Time had not filled the cleft between Anthony and his father; and Fox Crymes had done his best to prevent its being filled or being bridged over; for he now saw a good deal of the old Squire Cleverdon, and he took opportunity to drop a corrosive remark occasionally into the open and rankling wound, so as to inflame and anger it. Now it was a reported speech of Anthony, showing how he calculated on his father's forgiveness; or a statement of what he would do to the house, or with the trees, when his father died and he succeeded to Hall; or else Fox told of some slighting remark on the beggary of everything at Willsworthy, made by a villager, or imagined for the occasion by himself.

The old man, without suspecting it, was being turned about the finger of the cunning young Crymes, who had made up his mind to obtain the hand of Elizabeth and with it Hall. So could he satisfy his own ambition, and best revenge himself on Anthony and Urith.

The wit and malice of Fox acted as a grinding-stone on which the anger of the Squire was being constantly whetted, as if it had not at the first been sharp enough.

The old man could not endure the idea of his property ever falling to the daughter of Richard Malvine—of Malvine blood ever reigning within the walls of his mansion.

He had not yet altered his will, and he could not resolve how to do this. He did not desire to constitute Bessie his heiress. He could not reconcile himself to the thought of Hall passing out of the direct line, of another than a Cleverdon owning the estate where his ancestors had sat for centuries, and which he had made into his own freehold. All the disgust he had felt when Elizabeth was born, and he found himself father of a daughter as his first-born, woke up again, and he could not bring himself to constitute her his heiress. Yet, on the other hand, it was equally, if not more, against his will that it should pass to his revolted son and the daughter of his mortal enemy. As he was thus tossing between two odious alternatives, the idea of marrying Julian himself lightened on his mind, and he seized it with desperate avidity; yet not without a doubt he refused to give utterance to, or permit in another. In a vague manner he hoped that the union of Fox and Bessie might pave the way to his own marriage with Julian.


CHAPTER XXVIII. A WIDENING OF THE RIFT.

"Urith," said Anthony, "we are to go together to the dance at the Cakes; I have said we would."

"The dance, Anthony! It cannot be."

"Why not? Because I particularly desire it?"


Leave every picture out, and print the full listing again exactly.

#### [DATA FOR REVIEW]
[Start of section]

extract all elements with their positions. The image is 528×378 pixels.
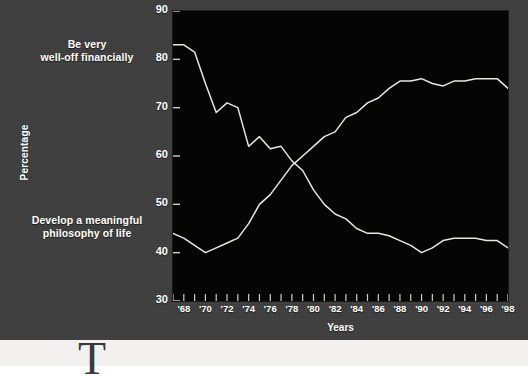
- x-tick-label: '86: [372, 303, 385, 314]
- x-tick-label: '80: [307, 303, 320, 314]
- y-tick-label: 60: [134, 148, 168, 160]
- x-tick-label: '96: [480, 303, 493, 314]
- x-axis-title: Years: [173, 322, 508, 333]
- x-axis-tick-labels: '68'70'72'74'76'78'80'82'84'86'88'90'92'…: [173, 303, 508, 319]
- x-tick-label: '76: [264, 303, 277, 314]
- x-tick-label: '74: [242, 303, 255, 314]
- plot-area: [173, 11, 508, 301]
- x-tick-label: '82: [329, 303, 342, 314]
- x-tick-label: '72: [221, 303, 234, 314]
- y-tick-label: 90: [134, 3, 168, 15]
- y-tick-label: 80: [134, 51, 168, 63]
- x-tick-label: '84: [350, 303, 363, 314]
- x-tick-label: '98: [502, 303, 515, 314]
- y-axis-title: Percentage: [19, 113, 30, 193]
- x-tick-label: '94: [458, 303, 471, 314]
- x-tick-label: '68: [177, 303, 190, 314]
- y-tick-label: 70: [134, 100, 168, 112]
- x-tick-label: '78: [285, 303, 298, 314]
- y-tick-label: 30: [134, 293, 168, 305]
- y-tick-label: 50: [134, 196, 168, 208]
- chart-svg: [173, 11, 508, 301]
- x-tick-label: '90: [415, 303, 428, 314]
- x-tick-label: '88: [394, 303, 407, 314]
- y-axis-tick-labels: 90807060504030: [130, 0, 168, 340]
- x-tick-label: '70: [199, 303, 212, 314]
- y-tick-label: 40: [134, 245, 168, 257]
- data-lines: [173, 45, 508, 253]
- body-text-dropcap: T: [78, 336, 106, 378]
- x-tick-label: '92: [437, 303, 450, 314]
- y-axis-ticks: [173, 11, 180, 301]
- x-axis-ticks: [173, 294, 508, 301]
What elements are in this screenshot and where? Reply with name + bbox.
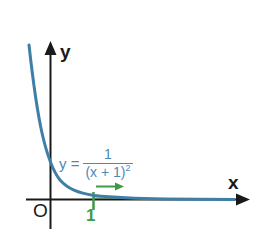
fraction-numerator: 1 (100, 147, 116, 163)
function-equation-label: y = 1 (x + 1)2 (59, 147, 133, 180)
denominator-base: (x + 1) (85, 164, 125, 180)
x-axis-label: x (228, 173, 239, 192)
y-axis-label: y (60, 42, 71, 61)
equation-fraction: 1 (x + 1)2 (83, 147, 132, 180)
rightward-arrow-icon (96, 183, 124, 191)
plot-canvas (0, 0, 258, 229)
equation-left-hand-side: y = (59, 155, 79, 172)
origin-label: O (33, 201, 48, 220)
fraction-denominator: (x + 1)2 (83, 164, 132, 180)
function-graph-figure: y x O 1 y = 1 (x + 1)2 (0, 0, 258, 229)
denominator-exponent: 2 (126, 164, 131, 174)
x-axis-arrow-icon (236, 194, 250, 206)
x-tick-label-1: 1 (86, 207, 95, 224)
y-axis-arrow-icon (45, 41, 57, 55)
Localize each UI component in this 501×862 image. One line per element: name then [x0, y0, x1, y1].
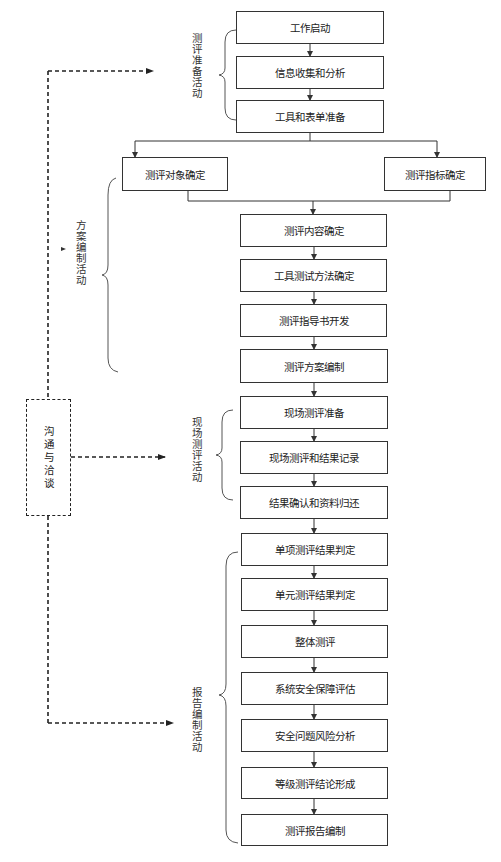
step-info-collection: 信息收集和分析	[236, 56, 384, 89]
flowchart-canvas: 测评准备活动 方案编制活动 现场测评活动 报告编制活动 沟通与洽谈 工作启动 信…	[0, 0, 501, 862]
step-tool-test-method: 工具测试方法确定	[240, 259, 387, 292]
step-security-assurance: 系统安全保障评估	[241, 672, 388, 705]
step-unit-judgment: 单元测评结果判定	[241, 578, 388, 611]
phase-label-report: 报告编制活动	[190, 687, 204, 753]
step-tool-form-prep: 工具和表单准备	[236, 100, 384, 133]
step-guide-development: 测评指导书开发	[240, 304, 387, 337]
step-onsite-record: 现场测评和结果记录	[240, 441, 388, 474]
step-conclusion-formation: 等级测评结论形成	[241, 767, 388, 799]
step-plan-compilation: 测评方案编制	[240, 349, 388, 383]
brace-group	[102, 30, 238, 843]
communication-box: 沟通与洽谈	[26, 399, 71, 516]
phase-label-plan: 方案编制活动	[74, 220, 88, 286]
phase-label-field: 现场测评活动	[190, 417, 204, 483]
step-target-determination: 测评对象确定	[122, 157, 228, 191]
step-risk-analysis: 安全问题风险分析	[241, 719, 388, 752]
step-work-start: 工作启动	[236, 11, 384, 44]
step-indicator-determination: 测评指标确定	[384, 157, 486, 191]
step-content-determination: 测评内容确定	[240, 214, 387, 247]
step-single-item-judgment: 单项测评结果判定	[241, 533, 388, 566]
step-onsite-prep: 现场测评准备	[240, 396, 388, 429]
phase-label-prep: 测评准备活动	[190, 33, 204, 99]
communication-label: 沟通与洽谈	[43, 425, 55, 490]
small-arrow-mark	[61, 247, 66, 251]
step-overall-evaluation: 整体测评	[241, 625, 388, 658]
step-report-compilation: 测评报告编制	[241, 814, 388, 846]
step-result-confirm: 结果确认和资料归还	[240, 486, 388, 519]
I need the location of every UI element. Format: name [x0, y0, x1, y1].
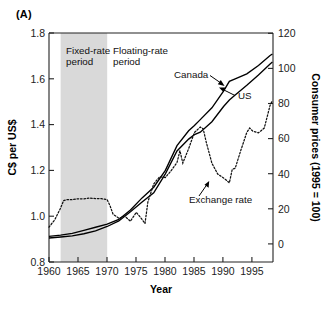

[End of section]

#### [TASK OUTPUT]
extract all elements with their positions. The image is 528×378 pixels.
- x-tick-label: '86: [372, 303, 385, 314]
- x-tick-label: '80: [307, 303, 320, 314]
- y-tick-label: 60: [134, 148, 168, 160]
- x-tick-label: '96: [480, 303, 493, 314]
- x-axis-title: Years: [173, 322, 508, 333]
- x-axis-tick-labels: '68'70'72'74'76'78'80'82'84'86'88'90'92'…: [173, 303, 508, 319]
- x-tick-label: '76: [264, 303, 277, 314]
- x-tick-label: '74: [242, 303, 255, 314]
- plot-area: [173, 11, 508, 301]
- x-tick-label: '82: [329, 303, 342, 314]
- x-tick-label: '72: [221, 303, 234, 314]
- y-tick-label: 90: [134, 3, 168, 15]
- y-tick-label: 80: [134, 51, 168, 63]
- x-tick-label: '84: [350, 303, 363, 314]
- x-tick-label: '98: [502, 303, 515, 314]
- y-axis-title: Percentage: [19, 113, 30, 193]
- x-tick-label: '94: [458, 303, 471, 314]
- x-tick-label: '68: [177, 303, 190, 314]
- y-tick-label: 70: [134, 100, 168, 112]
- x-tick-label: '78: [285, 303, 298, 314]
- y-tick-label: 30: [134, 293, 168, 305]
- y-tick-label: 50: [134, 196, 168, 208]
- chart-svg: [173, 11, 508, 301]
- x-tick-label: '90: [415, 303, 428, 314]
- x-tick-label: '88: [394, 303, 407, 314]
- y-axis-tick-labels: 90807060504030: [130, 0, 168, 340]
- x-tick-label: '70: [199, 303, 212, 314]
- y-tick-label: 40: [134, 245, 168, 257]
- data-lines: [173, 45, 508, 253]
- body-text-dropcap: T: [78, 336, 106, 378]
- x-tick-label: '92: [437, 303, 450, 314]
- y-axis-ticks: [173, 11, 180, 301]
- x-axis-ticks: [173, 294, 508, 301]
What elements are in this screenshot and where? Reply with name + bbox.
fraction-numerator: 1 (100, 147, 116, 163)
function-equation-label: y = 1 (x + 1)2 (59, 147, 133, 180)
denominator-base: (x + 1) (85, 164, 125, 180)
x-axis-label: x (228, 173, 239, 192)
y-axis-label: y (60, 42, 71, 61)
equation-fraction: 1 (x + 1)2 (83, 147, 132, 180)
rightward-arrow-icon (96, 183, 124, 191)
plot-canvas (0, 0, 258, 229)
equation-left-hand-side: y = (59, 155, 79, 172)
origin-label: O (33, 201, 48, 220)
fraction-denominator: (x + 1)2 (83, 164, 132, 180)
function-graph-figure: y x O 1 y = 1 (x + 1)2 (0, 0, 258, 229)
denominator-exponent: 2 (126, 164, 131, 174)
x-axis-arrow-icon (236, 194, 250, 206)
x-tick-label-1: 1 (86, 207, 95, 224)
y-axis-arrow-icon (45, 41, 57, 55)
Localize each UI component in this 501×862 image. One line per element: name then [x0, y0, x1, y1].
step-info-collection: 信息收集和分析	[236, 56, 384, 89]
flowchart-canvas: 测评准备活动 方案编制活动 现场测评活动 报告编制活动 沟通与洽谈 工作启动 信…	[0, 0, 501, 862]
step-tool-test-method: 工具测试方法确定	[240, 259, 387, 292]
step-security-assurance: 系统安全保障评估	[241, 672, 388, 705]
step-unit-judgment: 单元测评结果判定	[241, 578, 388, 611]
phase-label-report: 报告编制活动	[190, 687, 204, 753]
step-tool-form-prep: 工具和表单准备	[236, 100, 384, 133]
step-guide-development: 测评指导书开发	[240, 304, 387, 337]
step-onsite-record: 现场测评和结果记录	[240, 441, 388, 474]
step-conclusion-formation: 等级测评结论形成	[241, 767, 388, 799]
step-plan-compilation: 测评方案编制	[240, 349, 388, 383]
brace-group	[102, 30, 238, 843]
communication-box: 沟通与洽谈	[26, 399, 71, 516]
phase-label-plan: 方案编制活动	[74, 220, 88, 286]
phase-label-field: 现场测评活动	[190, 417, 204, 483]
step-target-determination: 测评对象确定	[122, 157, 228, 191]
step-risk-analysis: 安全问题风险分析	[241, 719, 388, 752]
step-work-start: 工作启动	[236, 11, 384, 44]
step-indicator-determination: 测评指标确定	[384, 157, 486, 191]
step-content-determination: 测评内容确定	[240, 214, 387, 247]
step-single-item-judgment: 单项测评结果判定	[241, 533, 388, 566]
step-onsite-prep: 现场测评准备	[240, 396, 388, 429]
phase-label-prep: 测评准备活动	[190, 33, 204, 99]
communication-label: 沟通与洽谈	[43, 425, 55, 490]
small-arrow-mark	[61, 247, 66, 251]
step-overall-evaluation: 整体测评	[241, 625, 388, 658]
step-report-compilation: 测评报告编制	[241, 814, 388, 846]
step-result-confirm: 结果确认和资料归还	[240, 486, 388, 519]
I need the location of every UI element. Format: name [x0, y0, x1, y1].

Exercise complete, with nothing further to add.